I must have wanted simple abundance in my life, otherwise why buy this book, Simple Abundance, by Sarah Ben Breathnach. The Oprah Book Club sticker on the cover was not a selling point. Simple Abundance is a “daybook” diary/journal that teaches readers to “simplify” their lives through consumption. The message is so ironic. On one page, Breathnach tells readers to discard all their glossy women’s magazines because they make us feel bad about ourselves and then on the next, in the very idiom of those glossies, she tells us to go shopping in order to discover our “authentic” selves. For instance, here is a representative quote from the Simple Abundance website:

Visit a hat store and try on a variety of chapeaux. You’re dashing in a black felt fedora, but perhaps the broad-brimmed straw with the cabbage rose has captured your fancy? Play around with the many different possibilities. You might just catch a glimpse of your authentic self in the mirror.

This book makes me think about my consumer habits. My hands instantly reached out for an array of Simple Abundance accessories that are marketed with the book — the special journal, the extra books, the audio tapes. The book calls forth the Barbie days, when having Barbie wasn’t sufficient; you need Ken, and Skipper, and the Barbie Dreamhouse, and a pink Barbie Bus, too.

barbiejeepThe invented selves of Barbie and Simple Abundance are not that different. The book offers 365 different personality outfits to try, a different one for each day of the year. And they Mix and Match so you can maximize your abundantly authentic wardrobe of self. Of course, the book is published by Time Warner. That pink Sarah Ben Breathnach bus is on the horizon.

Before Simple Abundance

Barbie Liberation Front
Barbie Liberation Front

After Simple Abundance

 

Stepford Wives, Anyone?
Stepford Wives, Anyone?

Still, there are useful things in the book. It reinforces the old Alcoholics’ Anonymous sentiment about gratitude. Gratitude keeps your life clean. I make a gratitude list now when I journal. And when I review the list, I realize how blessed I am. Too bad I needed to get my Mastercard swiped to remember that lesson. The Salon review of Simple Abundance said it best:

“It postulates a spiritual path that is repetitive, narcissistic and meaningless; it creates the pornography of boredom.”

Why am I confessing my purchase? Foucault said something about the compulsion to confess as intimately tied with technologies of the self. I confess, therefore I am. It’s as narcissistic as I shop, therefore I am, but a little better.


Return every entry below exactly as written, minus the pictures.

###

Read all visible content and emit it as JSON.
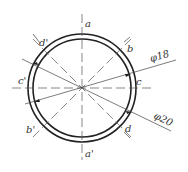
{
  "diagram": {
    "center": {
      "x": 82,
      "y": 88
    },
    "outer_radius": 54,
    "inner_radius": 49,
    "stroke_color": "#222222",
    "labels": {
      "a": "a",
      "a_prime": "a'",
      "b": "b",
      "b_prime": "b'",
      "c": "c",
      "c_prime": "c'",
      "d": "d",
      "d_prime": "d'",
      "dim_inner": "φ18",
      "dim_outer": "φ20"
    }
  }
}
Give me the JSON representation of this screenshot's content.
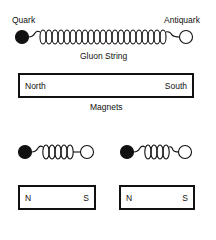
{
  "top_pair": {
    "quark_label": "Quark",
    "antiquark_label": "Antiquark",
    "string_label": "Gluon String"
  },
  "big_magnet": {
    "left_pole": "North",
    "right_pole": "South",
    "caption": "Magnets"
  },
  "small_magnets": [
    {
      "left_pole": "N",
      "right_pole": "S"
    },
    {
      "left_pole": "N",
      "right_pole": "S"
    }
  ],
  "colors": {
    "ink": "#111111",
    "background": "#ffffff"
  }
}
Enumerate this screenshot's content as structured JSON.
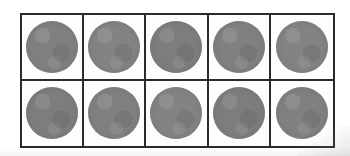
{
  "figure": {
    "name": "ten-frame",
    "type": "ten-frame-grid",
    "rows": 2,
    "columns": 5,
    "total_cells": 10,
    "filled_count": 10,
    "empty_count": 0,
    "background_color": "#ffffff",
    "frame_border_color": "#2b2b2b",
    "cell_fill_color": "#fdfdfd",
    "counter_color": "#808080"
  },
  "cells": [
    {
      "id": "cell-r1c1",
      "row": 1,
      "column": 1,
      "filled": true,
      "counter_label": "counter"
    },
    {
      "id": "cell-r1c2",
      "row": 1,
      "column": 2,
      "filled": true,
      "counter_label": "counter"
    },
    {
      "id": "cell-r1c3",
      "row": 1,
      "column": 3,
      "filled": true,
      "counter_label": "counter"
    },
    {
      "id": "cell-r1c4",
      "row": 1,
      "column": 4,
      "filled": true,
      "counter_label": "counter"
    },
    {
      "id": "cell-r1c5",
      "row": 1,
      "column": 5,
      "filled": true,
      "counter_label": "counter"
    },
    {
      "id": "cell-r2c1",
      "row": 2,
      "column": 1,
      "filled": true,
      "counter_label": "counter"
    },
    {
      "id": "cell-r2c2",
      "row": 2,
      "column": 2,
      "filled": true,
      "counter_label": "counter"
    },
    {
      "id": "cell-r2c3",
      "row": 2,
      "column": 3,
      "filled": true,
      "counter_label": "counter"
    },
    {
      "id": "cell-r2c4",
      "row": 2,
      "column": 4,
      "filled": true,
      "counter_label": "counter"
    },
    {
      "id": "cell-r2c5",
      "row": 2,
      "column": 5,
      "filled": true,
      "counter_label": "counter"
    }
  ],
  "labels": {
    "empty_text": ""
  }
}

###

**PROBLEM SOLUTION**
Read all visible content and emit it as JSON.
{
  "diagram": {
    "center": {
      "x": 82,
      "y": 88
    },
    "outer_radius": 54,
    "inner_radius": 49,
    "stroke_color": "#222222",
    "labels": {
      "a": "a",
      "a_prime": "a'",
      "b": "b",
      "b_prime": "b'",
      "c": "c",
      "c_prime": "c'",
      "d": "d",
      "d_prime": "d'",
      "dim_inner": "φ18",
      "dim_outer": "φ20"
    }
  }
}
Give me the JSON representation of this screenshot's content.
{
  "top_pair": {
    "quark_label": "Quark",
    "antiquark_label": "Antiquark",
    "string_label": "Gluon String"
  },
  "big_magnet": {
    "left_pole": "North",
    "right_pole": "South",
    "caption": "Magnets"
  },
  "small_magnets": [
    {
      "left_pole": "N",
      "right_pole": "S"
    },
    {
      "left_pole": "N",
      "right_pole": "S"
    }
  ],
  "colors": {
    "ink": "#111111",
    "background": "#ffffff"
  }
}
Enumerate this screenshot's content as structured JSON.
{
  "figure": {
    "name": "ten-frame",
    "type": "ten-frame-grid",
    "rows": 2,
    "columns": 5,
    "total_cells": 10,
    "filled_count": 10,
    "empty_count": 0,
    "background_color": "#ffffff",
    "frame_border_color": "#2b2b2b",
    "cell_fill_color": "#fdfdfd",
    "counter_color": "#808080"
  },
  "cells": [
    {
      "id": "cell-r1c1",
      "row": 1,
      "column": 1,
      "filled": true,
      "counter_label": "counter"
    },
    {
      "id": "cell-r1c2",
      "row": 1,
      "column": 2,
      "filled": true,
      "counter_label": "counter"
    },
    {
      "id": "cell-r1c3",
      "row": 1,
      "column": 3,
      "filled": true,
      "counter_label": "counter"
    },
    {
      "id": "cell-r1c4",
      "row": 1,
      "column": 4,
      "filled": true,
      "counter_label": "counter"
    },
    {
      "id": "cell-r1c5",
      "row": 1,
      "column": 5,
      "filled": true,
      "counter_label": "counter"
    },
    {
      "id": "cell-r2c1",
      "row": 2,
      "column": 1,
      "filled": true,
      "counter_label": "counter"
    },
    {
      "id": "cell-r2c2",
      "row": 2,
      "column": 2,
      "filled": true,
      "counter_label": "counter"
    },
    {
      "id": "cell-r2c3",
      "row": 2,
      "column": 3,
      "filled": true,
      "counter_label": "counter"
    },
    {
      "id": "cell-r2c4",
      "row": 2,
      "column": 4,
      "filled": true,
      "counter_label": "counter"
    },
    {
      "id": "cell-r2c5",
      "row": 2,
      "column": 5,
      "filled": true,
      "counter_label": "counter"
    }
  ],
  "labels": {
    "empty_text": ""
  }
}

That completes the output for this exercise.